December Love
"That's it! She doesn't try, and that's partly why she succeeds, being as God has made her. Do you know that some people hate her?"

"Impossible!"

"They do."

"Who do?"

"The young-old women of her time, the young-old Edwardian women. She dates them. She shows them up by looking as she does. She is their contemporary, and she has the impertinence to be old. And they can't forgive her for it."

"I understand," said Craven. "She has betrayed the 'old guard.' She has disobeyed the command inscribed on their banner. She has given up."

"Yes. They will never pardon her, never!"

"I wonder what made her do it?" said Craven.

And he proceeded to touch on Miss Van Tuyn's desire to get Lady Sellingworth to Paris. He soon found out that she did not know about the jewels episode. She showed curiosity, and he told her what he knew. She seemed deeply interested.

"I was sure there was a mystery in her life," she said. "I have always felt it. Ten years ago! And since then she has never stayed in Paris!"

"And since then--from that moment--she has betrayed the 'old guard.'"

"How? I don't understand."

Craven explained. Miss Van Tuyn listened with an intensity of interest which flattered him. He began to think her quite lovely, and she saw the pretty thought in his mind.

When he had finished she said:

"No attempt to recover the lost jewels, the desertion of Paris, the sudden change into old age! What do you make of it?"

"I can make nothing. Unless the chagrin she felt made her throw up everything in a fit of anger. And then, of course, once the thing was done she couldn't go back."

"You mean--go back to the Edwardian youthfulness she had abandoned?"

"Yes. One may refuse to grow old, but once one has become definitely, ruthlessly old, it's practically impossible to jump back to a pretence of the thirties."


◆ Requirement
Nothing but the lines from the one including "Identify all the" through the last line of the entries, restated exactly, should appear in the answer; omit the pictures.

(Data entries for graphics)
*** Block opens ***

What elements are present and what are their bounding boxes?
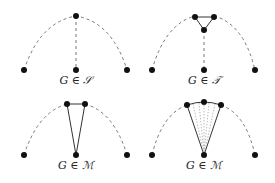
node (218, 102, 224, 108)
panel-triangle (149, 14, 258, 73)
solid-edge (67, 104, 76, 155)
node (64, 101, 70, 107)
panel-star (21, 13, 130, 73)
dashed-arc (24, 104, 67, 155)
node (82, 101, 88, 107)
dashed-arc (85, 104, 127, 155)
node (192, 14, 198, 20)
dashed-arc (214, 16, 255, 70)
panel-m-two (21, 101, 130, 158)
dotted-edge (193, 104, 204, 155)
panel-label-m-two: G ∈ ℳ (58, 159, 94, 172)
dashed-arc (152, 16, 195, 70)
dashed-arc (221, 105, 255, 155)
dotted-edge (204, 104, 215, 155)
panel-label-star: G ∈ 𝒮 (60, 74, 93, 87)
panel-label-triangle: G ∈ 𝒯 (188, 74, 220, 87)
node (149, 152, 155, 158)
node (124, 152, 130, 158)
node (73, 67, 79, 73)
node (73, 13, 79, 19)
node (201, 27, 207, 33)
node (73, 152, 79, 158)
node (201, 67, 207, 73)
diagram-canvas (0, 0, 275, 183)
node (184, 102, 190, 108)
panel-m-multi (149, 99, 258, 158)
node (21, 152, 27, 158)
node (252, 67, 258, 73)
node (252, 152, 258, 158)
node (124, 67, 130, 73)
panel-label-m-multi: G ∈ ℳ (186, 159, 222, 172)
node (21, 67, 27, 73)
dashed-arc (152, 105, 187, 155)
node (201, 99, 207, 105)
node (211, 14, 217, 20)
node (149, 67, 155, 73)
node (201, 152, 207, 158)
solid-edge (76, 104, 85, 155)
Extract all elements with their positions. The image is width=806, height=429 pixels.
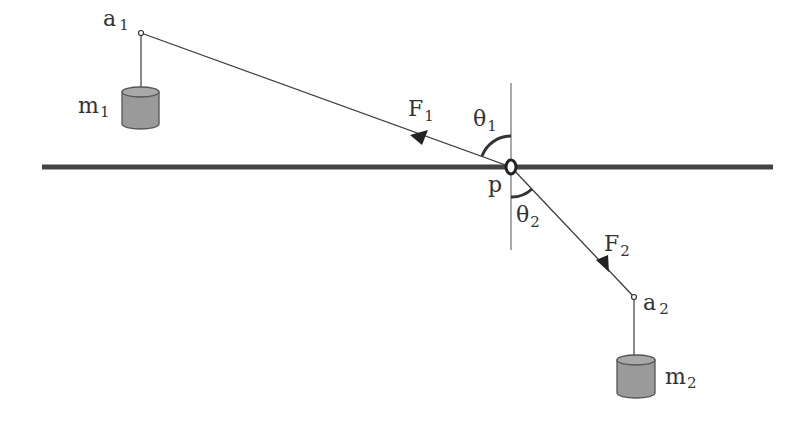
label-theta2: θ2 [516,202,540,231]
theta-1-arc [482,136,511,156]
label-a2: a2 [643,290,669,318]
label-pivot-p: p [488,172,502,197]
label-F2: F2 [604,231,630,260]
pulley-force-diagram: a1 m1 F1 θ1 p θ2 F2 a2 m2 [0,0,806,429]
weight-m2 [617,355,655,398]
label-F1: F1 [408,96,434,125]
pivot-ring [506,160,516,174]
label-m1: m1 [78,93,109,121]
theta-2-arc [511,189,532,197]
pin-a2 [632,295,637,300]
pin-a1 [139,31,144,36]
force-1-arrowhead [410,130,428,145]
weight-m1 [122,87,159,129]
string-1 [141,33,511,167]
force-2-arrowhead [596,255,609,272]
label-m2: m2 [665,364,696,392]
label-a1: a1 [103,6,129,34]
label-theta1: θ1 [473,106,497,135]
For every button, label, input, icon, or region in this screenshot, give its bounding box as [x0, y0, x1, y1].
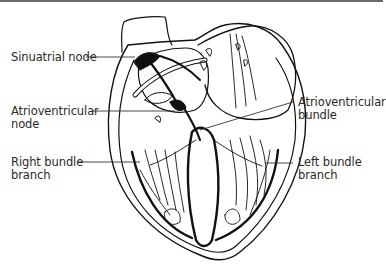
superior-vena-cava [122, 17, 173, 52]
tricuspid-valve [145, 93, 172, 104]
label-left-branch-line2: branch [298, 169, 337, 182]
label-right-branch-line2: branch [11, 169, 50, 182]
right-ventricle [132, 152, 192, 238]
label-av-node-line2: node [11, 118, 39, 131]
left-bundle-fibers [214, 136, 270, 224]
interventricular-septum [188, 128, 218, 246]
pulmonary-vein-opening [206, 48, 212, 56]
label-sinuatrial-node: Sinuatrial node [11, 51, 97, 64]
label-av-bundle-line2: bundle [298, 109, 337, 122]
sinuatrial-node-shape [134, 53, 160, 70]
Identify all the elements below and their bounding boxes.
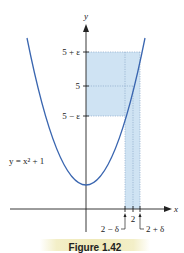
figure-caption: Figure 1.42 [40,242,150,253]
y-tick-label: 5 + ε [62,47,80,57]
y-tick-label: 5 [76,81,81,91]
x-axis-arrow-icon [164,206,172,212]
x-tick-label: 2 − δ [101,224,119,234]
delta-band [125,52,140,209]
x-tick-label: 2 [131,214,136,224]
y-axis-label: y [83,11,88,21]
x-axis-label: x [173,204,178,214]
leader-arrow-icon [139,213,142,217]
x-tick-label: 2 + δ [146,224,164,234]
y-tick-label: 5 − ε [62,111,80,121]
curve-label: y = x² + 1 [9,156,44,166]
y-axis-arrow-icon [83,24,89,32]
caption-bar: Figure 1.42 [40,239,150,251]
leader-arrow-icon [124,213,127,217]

*** Block closes ***

◆ Written answer
Identify all the elements below and their bounding boxes.
figure-caption: Figure 1.42 [40,242,150,253]
y-tick-label: 5 + ε [62,47,80,57]
y-tick-label: 5 [76,81,81,91]
x-axis-arrow-icon [164,206,172,212]
x-tick-label: 2 − δ [101,224,119,234]
delta-band [125,52,140,209]
x-tick-label: 2 [131,214,136,224]
y-axis-label: y [83,11,88,21]
x-axis-label: x [173,204,178,214]
leader-arrow-icon [139,213,142,217]
x-tick-label: 2 + δ [146,224,164,234]
y-tick-label: 5 − ε [62,111,80,121]
curve-label: y = x² + 1 [9,156,44,166]
y-axis-arrow-icon [83,24,89,32]
caption-bar: Figure 1.42 [40,239,150,251]
leader-arrow-icon [124,213,127,217]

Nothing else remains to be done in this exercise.